Created as part of the Housing and Economic Recovery Act of 2008, the Neighborhood Stabilization Program at the U.S. Department of Housing & Urban Development (HUD) is a one-time grant program that aims to assist states and localities to acquire foreclosed properties, reduce the impact on neighboring families (who are seeing their property values fall due to a foreclosure-saturated housing market), and rehabilitate them for affordable housing. The Housing and Economy Recovery Act is the same housing and foreclosure bill that C-W.org has blogged about before, i.e., the bill that included the government take-over of Fannie and Freddie Mac as well as the establishment of a national low-income housing trust fund.
HUD’s Neighborhood Stabilization Program specifically comes out of the $3.92 billion included in the legislation to assist communities to acquire and rehabilitate foreclosed properties. The HUD grants provide one-time emergency assistance to state and local governments to acquire and redevelop foreclosed properties that might otherwise become sources of abandonment and blight within their communities and is authorized under Title III of the Housing and Economic Recovery Act legislation. The formula developed by HUD awards grants to states and local jurisdictions, using a number of factors, which aim to direct resources to those communities hardest hit by foreclosures and delinquencies.
As with the Community Development Block Grant program, it is up to local communities to develop their own programs and funding priorities. This provides an important opportunity for community wealth builders, such as local community land trusts, community development corporations, and community development financial institutions, to influence implementation at the local level. The opportunity to set up land banks, such as the one in Genesee County (county seat of Flint) in Michigan, is clear. But communities are setting their funding priorities quickly, so the time to act is limited.
According to HUD rules, at least 25 percent of the funds appropriated for the purchase and redevelopment of abandoned or foreclosed homes or residential properties must be used to house individuals or families whose incomes do not exceed 50 percent of the area median income and all funds must be used for individuals and families earning less than 120 percent of area median income
Eligible uses include, but are not limited to:
* Establish financing mechanisms for purchase and redevelopment of foreclosed homes and residential properties;
* Purchase and rehabilitate homes and residential properties abandoned or foreclosed;
* Establish land banks for foreclosed homes;
* Demolish blighted structures;
* Redevelop demolished or vacant properties
In the wake of the debate over $700 billion to save Wall Street from its own excesses, the $3.9 billion provided to cities, counties, and states to intervene in the foreclosure crisis seems like little more than spare change. For instance, the city of Cleveland, Ohio, one of the cities hardest hit by foreclosure (with a 12.7% foreclosure rate (!) according to HUD) gets a little over $16 million.
Still, this is an important opportunity for community wealth builders to design effective strategies to clear vacant land, organize the vacant land in land banks for productive use, and develop a long term vision, so that money spent now may seed efforts for the benefit of long-term community building. As the comments section of this column from a Cleveland Plain Dealer blog makes clear, skeptics abound. But if cities use appropriate community wealth building techniques, then they can counter this skepticism. A good set of resources to get started on designing programs that can work in your community can be found at this National Vacant Properties Coalition site. The organization also maintains a very useful collection of general resources about community foreclosure prevention and intervention efforts here.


- WHAT IS NEEDED
Once every line in the data below has been checked for "this", give the number of lines that hold it, and only that.

- DATASET EXCERPTS

%%

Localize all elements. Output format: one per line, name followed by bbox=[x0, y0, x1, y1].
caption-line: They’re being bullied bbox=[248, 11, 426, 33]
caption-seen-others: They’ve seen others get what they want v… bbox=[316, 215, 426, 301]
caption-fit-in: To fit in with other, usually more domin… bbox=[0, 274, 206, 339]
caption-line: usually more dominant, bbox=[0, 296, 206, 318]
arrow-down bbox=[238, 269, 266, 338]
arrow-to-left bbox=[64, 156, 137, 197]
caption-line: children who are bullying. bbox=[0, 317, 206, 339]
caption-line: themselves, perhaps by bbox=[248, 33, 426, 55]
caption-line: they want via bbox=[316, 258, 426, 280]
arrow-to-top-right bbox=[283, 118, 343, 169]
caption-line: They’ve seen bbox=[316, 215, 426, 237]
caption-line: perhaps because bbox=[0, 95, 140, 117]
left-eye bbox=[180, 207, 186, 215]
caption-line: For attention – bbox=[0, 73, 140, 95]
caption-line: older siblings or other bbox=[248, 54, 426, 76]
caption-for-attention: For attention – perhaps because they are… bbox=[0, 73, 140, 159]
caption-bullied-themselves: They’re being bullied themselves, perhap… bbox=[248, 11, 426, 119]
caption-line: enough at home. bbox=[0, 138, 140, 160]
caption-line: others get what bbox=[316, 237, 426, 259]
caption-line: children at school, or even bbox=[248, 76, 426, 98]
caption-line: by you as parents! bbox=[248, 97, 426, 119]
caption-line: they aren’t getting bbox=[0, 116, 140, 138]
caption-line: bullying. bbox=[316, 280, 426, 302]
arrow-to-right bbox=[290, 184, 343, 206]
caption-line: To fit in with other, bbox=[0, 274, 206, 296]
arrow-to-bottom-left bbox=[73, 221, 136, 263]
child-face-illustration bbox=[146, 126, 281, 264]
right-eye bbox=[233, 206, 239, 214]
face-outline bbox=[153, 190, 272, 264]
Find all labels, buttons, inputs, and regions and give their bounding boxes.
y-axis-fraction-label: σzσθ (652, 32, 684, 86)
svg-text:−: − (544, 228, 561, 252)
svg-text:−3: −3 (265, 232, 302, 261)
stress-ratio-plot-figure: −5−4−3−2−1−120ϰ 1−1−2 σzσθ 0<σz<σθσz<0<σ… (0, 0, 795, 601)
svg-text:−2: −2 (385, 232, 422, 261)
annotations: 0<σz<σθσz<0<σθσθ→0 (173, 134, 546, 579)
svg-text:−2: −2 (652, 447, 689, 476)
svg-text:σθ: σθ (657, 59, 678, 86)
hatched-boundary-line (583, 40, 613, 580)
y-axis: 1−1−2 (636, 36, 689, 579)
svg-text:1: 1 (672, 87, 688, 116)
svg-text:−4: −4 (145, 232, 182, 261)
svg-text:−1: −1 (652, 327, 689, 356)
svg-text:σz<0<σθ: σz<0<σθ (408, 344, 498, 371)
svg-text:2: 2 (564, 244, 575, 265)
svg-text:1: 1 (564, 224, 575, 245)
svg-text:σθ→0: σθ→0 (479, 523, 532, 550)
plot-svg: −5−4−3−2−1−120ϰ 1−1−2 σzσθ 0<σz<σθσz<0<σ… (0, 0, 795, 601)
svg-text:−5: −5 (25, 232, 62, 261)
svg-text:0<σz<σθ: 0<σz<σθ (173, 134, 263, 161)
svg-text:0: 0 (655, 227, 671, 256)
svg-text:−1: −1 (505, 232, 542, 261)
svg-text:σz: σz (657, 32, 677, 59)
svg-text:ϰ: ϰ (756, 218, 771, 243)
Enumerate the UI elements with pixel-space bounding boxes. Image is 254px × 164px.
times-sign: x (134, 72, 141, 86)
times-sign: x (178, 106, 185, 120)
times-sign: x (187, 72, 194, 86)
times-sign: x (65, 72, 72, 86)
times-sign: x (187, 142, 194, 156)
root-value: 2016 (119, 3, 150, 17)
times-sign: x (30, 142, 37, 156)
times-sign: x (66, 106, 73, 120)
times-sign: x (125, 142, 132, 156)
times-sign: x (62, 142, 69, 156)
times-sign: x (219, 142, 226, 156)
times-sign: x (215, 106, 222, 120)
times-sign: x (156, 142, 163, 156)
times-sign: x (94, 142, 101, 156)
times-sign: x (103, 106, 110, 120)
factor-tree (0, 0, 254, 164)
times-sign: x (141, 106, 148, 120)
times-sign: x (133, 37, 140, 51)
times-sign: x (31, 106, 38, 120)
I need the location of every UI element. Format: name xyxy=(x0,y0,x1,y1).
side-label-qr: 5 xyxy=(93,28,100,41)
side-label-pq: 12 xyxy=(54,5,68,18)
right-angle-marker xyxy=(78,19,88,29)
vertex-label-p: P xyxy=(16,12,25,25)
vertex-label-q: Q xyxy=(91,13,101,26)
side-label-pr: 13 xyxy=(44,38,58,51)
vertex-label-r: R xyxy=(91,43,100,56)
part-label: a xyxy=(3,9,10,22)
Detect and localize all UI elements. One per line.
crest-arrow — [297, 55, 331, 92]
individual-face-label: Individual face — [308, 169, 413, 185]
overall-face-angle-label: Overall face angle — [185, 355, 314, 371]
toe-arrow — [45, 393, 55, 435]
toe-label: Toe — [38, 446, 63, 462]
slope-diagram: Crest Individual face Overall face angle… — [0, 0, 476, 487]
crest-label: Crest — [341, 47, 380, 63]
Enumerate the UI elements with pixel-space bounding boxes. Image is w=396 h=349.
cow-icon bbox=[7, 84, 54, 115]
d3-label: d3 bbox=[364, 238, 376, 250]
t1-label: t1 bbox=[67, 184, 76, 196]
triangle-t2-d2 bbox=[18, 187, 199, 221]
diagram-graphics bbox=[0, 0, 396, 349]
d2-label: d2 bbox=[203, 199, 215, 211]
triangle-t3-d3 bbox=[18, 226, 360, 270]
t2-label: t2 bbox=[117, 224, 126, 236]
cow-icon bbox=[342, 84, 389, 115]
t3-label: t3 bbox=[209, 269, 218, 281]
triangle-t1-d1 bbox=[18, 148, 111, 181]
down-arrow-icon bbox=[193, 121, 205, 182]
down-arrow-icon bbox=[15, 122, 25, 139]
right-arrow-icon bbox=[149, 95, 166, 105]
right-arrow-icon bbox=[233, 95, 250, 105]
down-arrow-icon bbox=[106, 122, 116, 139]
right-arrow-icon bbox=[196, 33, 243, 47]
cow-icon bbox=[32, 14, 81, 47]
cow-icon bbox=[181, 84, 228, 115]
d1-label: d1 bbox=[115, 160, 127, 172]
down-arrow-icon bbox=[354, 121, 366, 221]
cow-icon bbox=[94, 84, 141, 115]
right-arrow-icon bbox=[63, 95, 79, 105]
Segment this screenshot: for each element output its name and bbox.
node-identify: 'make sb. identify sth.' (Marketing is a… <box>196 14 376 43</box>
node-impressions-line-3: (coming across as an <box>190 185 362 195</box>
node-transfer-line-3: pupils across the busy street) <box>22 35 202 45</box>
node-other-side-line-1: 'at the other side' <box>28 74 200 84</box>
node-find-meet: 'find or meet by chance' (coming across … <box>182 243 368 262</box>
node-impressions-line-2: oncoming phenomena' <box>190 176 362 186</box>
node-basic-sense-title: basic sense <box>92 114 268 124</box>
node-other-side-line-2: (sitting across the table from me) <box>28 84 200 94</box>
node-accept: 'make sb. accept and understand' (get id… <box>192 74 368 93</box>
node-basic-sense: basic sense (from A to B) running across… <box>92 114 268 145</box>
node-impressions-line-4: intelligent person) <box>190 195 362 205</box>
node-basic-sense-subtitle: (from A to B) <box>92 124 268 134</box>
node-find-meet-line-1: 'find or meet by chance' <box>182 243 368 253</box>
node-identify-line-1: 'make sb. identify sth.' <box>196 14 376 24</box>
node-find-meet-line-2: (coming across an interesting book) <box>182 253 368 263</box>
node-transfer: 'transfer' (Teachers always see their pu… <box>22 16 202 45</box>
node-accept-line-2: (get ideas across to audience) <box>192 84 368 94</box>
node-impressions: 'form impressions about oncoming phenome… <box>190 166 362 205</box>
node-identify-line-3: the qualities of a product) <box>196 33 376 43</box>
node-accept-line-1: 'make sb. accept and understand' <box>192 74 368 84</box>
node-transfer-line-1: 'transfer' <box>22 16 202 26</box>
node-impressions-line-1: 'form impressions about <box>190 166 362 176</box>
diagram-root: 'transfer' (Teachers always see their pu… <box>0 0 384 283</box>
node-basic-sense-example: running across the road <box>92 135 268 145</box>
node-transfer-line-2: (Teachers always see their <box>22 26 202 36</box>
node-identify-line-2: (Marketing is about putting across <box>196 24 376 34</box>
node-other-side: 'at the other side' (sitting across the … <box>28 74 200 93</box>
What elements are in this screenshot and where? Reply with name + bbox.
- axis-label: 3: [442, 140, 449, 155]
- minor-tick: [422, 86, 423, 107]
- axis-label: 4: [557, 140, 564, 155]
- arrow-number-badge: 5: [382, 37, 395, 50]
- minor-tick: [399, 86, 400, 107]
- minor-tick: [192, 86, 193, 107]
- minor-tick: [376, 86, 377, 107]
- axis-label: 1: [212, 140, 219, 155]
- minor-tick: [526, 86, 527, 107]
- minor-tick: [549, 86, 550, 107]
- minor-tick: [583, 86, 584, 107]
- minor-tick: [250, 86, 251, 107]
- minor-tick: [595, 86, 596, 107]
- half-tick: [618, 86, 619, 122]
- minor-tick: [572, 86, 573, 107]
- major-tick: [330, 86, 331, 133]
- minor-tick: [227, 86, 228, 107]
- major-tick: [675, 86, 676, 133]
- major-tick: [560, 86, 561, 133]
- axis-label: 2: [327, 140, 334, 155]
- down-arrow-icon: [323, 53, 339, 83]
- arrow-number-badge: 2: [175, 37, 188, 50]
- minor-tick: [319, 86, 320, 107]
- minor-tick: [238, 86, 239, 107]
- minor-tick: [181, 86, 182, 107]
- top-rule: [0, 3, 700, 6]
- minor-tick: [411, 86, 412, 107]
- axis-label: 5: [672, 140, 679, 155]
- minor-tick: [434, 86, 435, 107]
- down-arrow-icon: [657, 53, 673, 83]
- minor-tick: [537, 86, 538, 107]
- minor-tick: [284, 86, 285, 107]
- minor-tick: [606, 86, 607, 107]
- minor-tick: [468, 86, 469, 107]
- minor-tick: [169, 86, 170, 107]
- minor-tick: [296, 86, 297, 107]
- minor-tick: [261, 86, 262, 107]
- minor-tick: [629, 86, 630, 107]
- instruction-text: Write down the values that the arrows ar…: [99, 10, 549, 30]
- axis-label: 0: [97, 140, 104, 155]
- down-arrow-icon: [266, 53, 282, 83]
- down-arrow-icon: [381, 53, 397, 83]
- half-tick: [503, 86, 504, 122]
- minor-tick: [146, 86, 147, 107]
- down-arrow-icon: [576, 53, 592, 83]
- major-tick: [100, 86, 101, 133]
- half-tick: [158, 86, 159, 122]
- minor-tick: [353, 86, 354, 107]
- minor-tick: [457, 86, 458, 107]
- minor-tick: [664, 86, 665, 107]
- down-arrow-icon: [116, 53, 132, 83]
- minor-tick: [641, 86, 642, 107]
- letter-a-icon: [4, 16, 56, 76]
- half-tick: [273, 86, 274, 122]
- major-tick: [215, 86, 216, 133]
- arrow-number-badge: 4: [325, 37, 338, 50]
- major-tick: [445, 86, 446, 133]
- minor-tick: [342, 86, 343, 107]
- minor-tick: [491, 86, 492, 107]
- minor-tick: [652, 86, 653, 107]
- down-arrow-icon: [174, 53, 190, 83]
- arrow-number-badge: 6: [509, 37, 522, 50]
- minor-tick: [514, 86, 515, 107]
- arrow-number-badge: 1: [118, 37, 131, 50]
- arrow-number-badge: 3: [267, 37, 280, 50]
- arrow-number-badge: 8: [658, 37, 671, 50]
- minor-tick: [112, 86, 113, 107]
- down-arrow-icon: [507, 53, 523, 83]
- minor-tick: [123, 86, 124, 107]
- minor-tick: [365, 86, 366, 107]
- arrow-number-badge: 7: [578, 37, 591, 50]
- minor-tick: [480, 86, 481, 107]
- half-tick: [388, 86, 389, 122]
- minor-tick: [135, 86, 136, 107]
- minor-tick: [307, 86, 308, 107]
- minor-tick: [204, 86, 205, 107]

%%

- TASK RESPONSE
2